The Irish climate is heating up at almost twice as fast as the rest of the world, an official report launched today warned.

Ireland heating up twice as fast as rest of the world

The Irish climate is heating up at almost twice as fast as the rest of the world, an official report launched today warned.

Academics studying weather records over the past century have discovered significant differences between the island’s temperature patterns and overall global warming.

In a stark warning, the Environmental Protection Agency (EPA) insisted the impact can not be slowed down over the coming decades by international action.

Research carried out for the State body shows average temperatures in Ireland rising by around twice the Earth’s average over the past 50 years.

It is believed the seas around the island have been acting as a buffer which delays the arrival of global temperature patterns.

“So we’re catching up, we’re making up for lost time,” said the report’s co-author Dr John Sweeney, of Irish Climate Analysis and Research Units (ICARUS).

The study of meteorological records found a 0.7 degrees Celsius temperature rise overall along with more intense and frequent rainfall over the last century.

But while the rest of the world began to warm around the mid-1970s Ireland was still cooling down from the earlier part of last century until about 1981 or 1982.

“It’s really since that time that we’ve changed the corner as a country in terms of warming … and warming at roughly twice the rate of the global average,” Dr Sweeney said.

The National University of Ireland academic said the changes may not be so noticeable to most at the moment because it was happening mainly at night.

The evening temperature rise may be down to extra moisture in the air, which is forming clouds and trapping in after-dark heat.

“It’s not yet perceptible to everybody but once the day time maximum [temperature] in the summer begins to respond in the same way then we will really begin to accept climate change in Ireland big time, I’m afraid,” he said.

The climate change – expected to see 2.5 degrees Celsius higher temperatures in the summer, and slightly less than that in the winter by 2050 – will impact worst on the most populated parts of the island.
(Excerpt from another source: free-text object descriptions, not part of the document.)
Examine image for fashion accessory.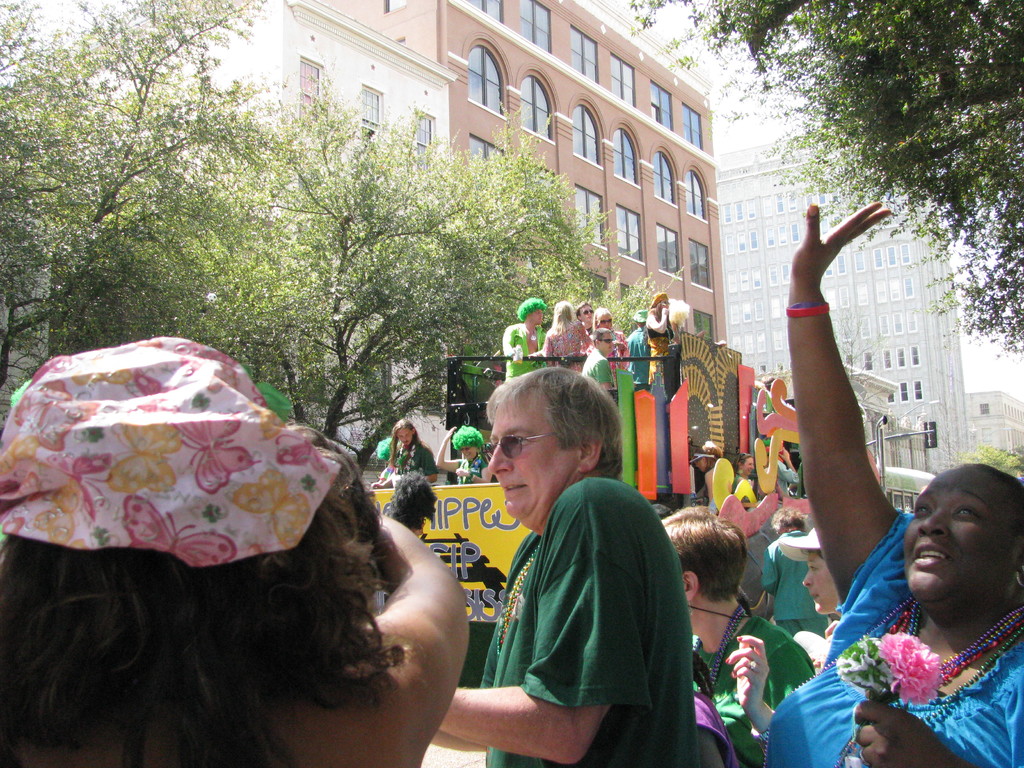
Examination result: 586/323/596/335.
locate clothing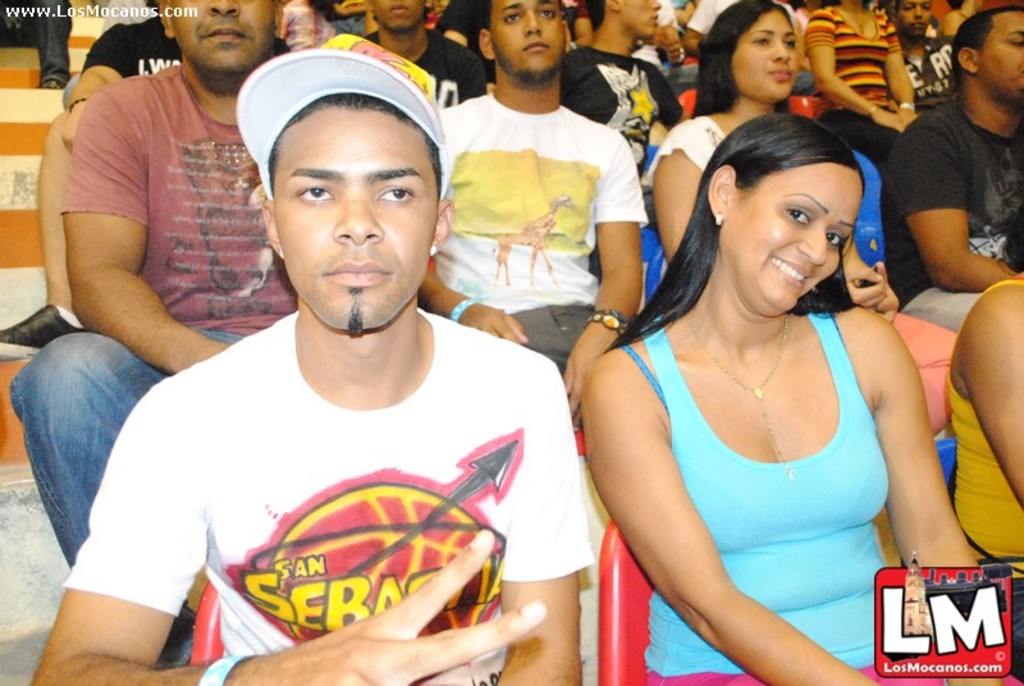
(left=645, top=308, right=945, bottom=685)
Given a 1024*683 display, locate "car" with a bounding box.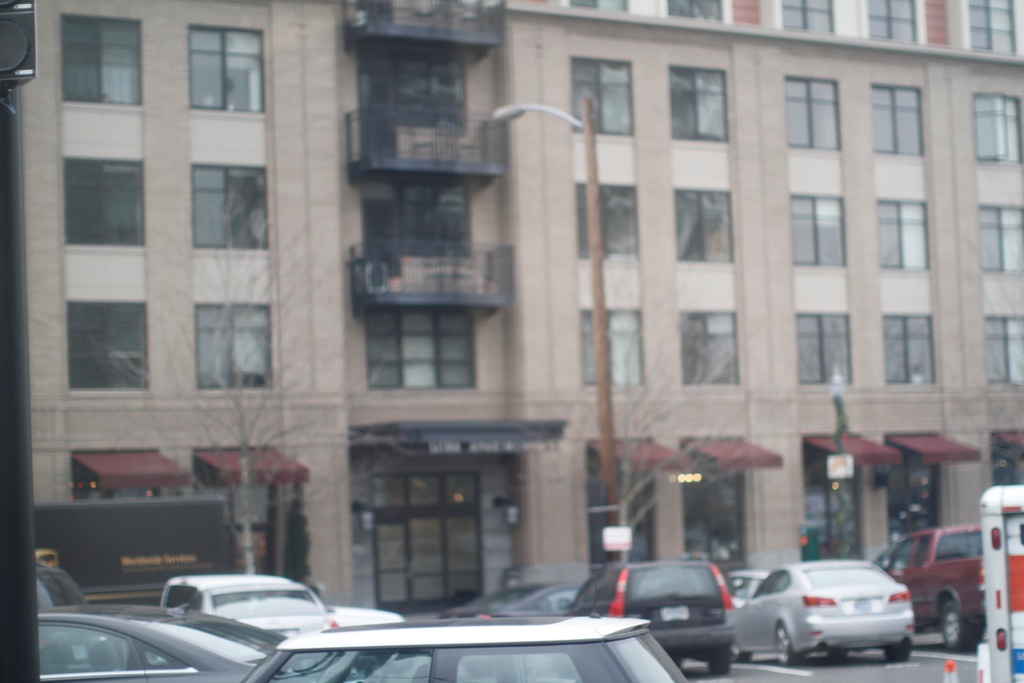
Located: [734, 562, 933, 668].
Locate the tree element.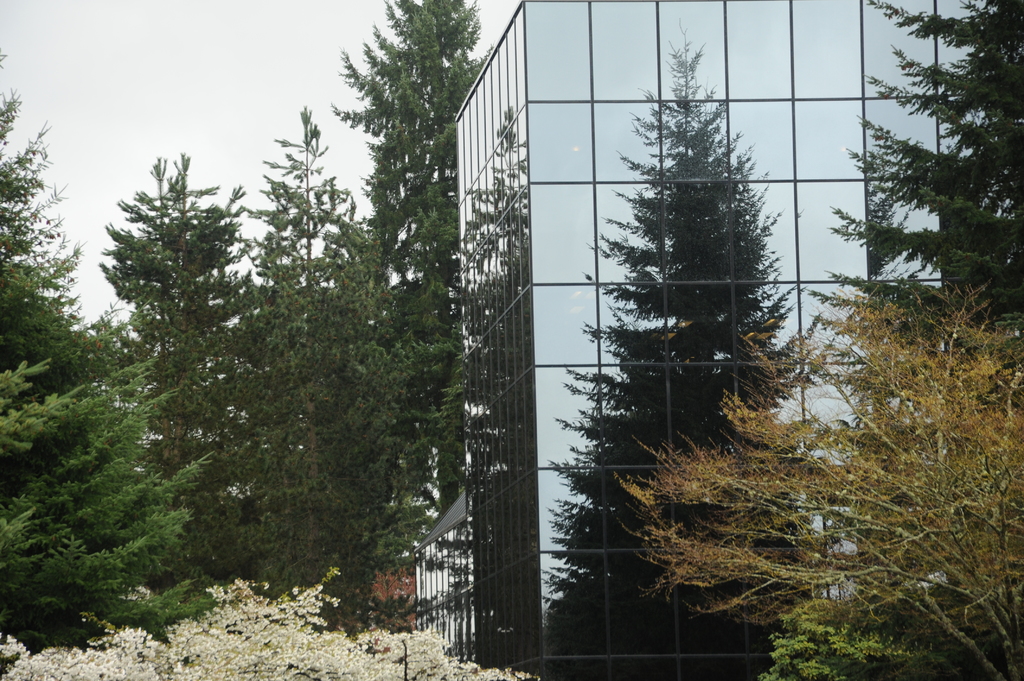
Element bbox: l=80, t=0, r=544, b=677.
“It’s not so much the temperature which will be important for Ireland so much as the rainfall changes,” insisted Dr Sweeney.

“We’re an island that has become very dependant on an abundant supply of water.
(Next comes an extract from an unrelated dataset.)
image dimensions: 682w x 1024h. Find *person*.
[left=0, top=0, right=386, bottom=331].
“If that begins to pose a problem in the years ahead – especially in those parts of the country where we are putting large numbers of people, demanding large quantities of water – that’s where the crunch will probably come for Ireland, first of all.

“It will be in terms of the ability to meet municipal demand, meet agricultural demand for water in the dryer parts of the country, in the east and the south east.”

“We’re putting the people where we are getting the least water availability and also where climate change will further squeeze them in terms of less rainfall in the future.

Environment Minister John Gormley vowed to introduce several initiatives before the end of the year to reduce greenhouse gas emissions as well as other strategies to stem global warming.

Climate change was the main reason his Green Party entered the coalition government in May, he said.

“The scientific debate is over, the evidence is incontrovertible,” he added.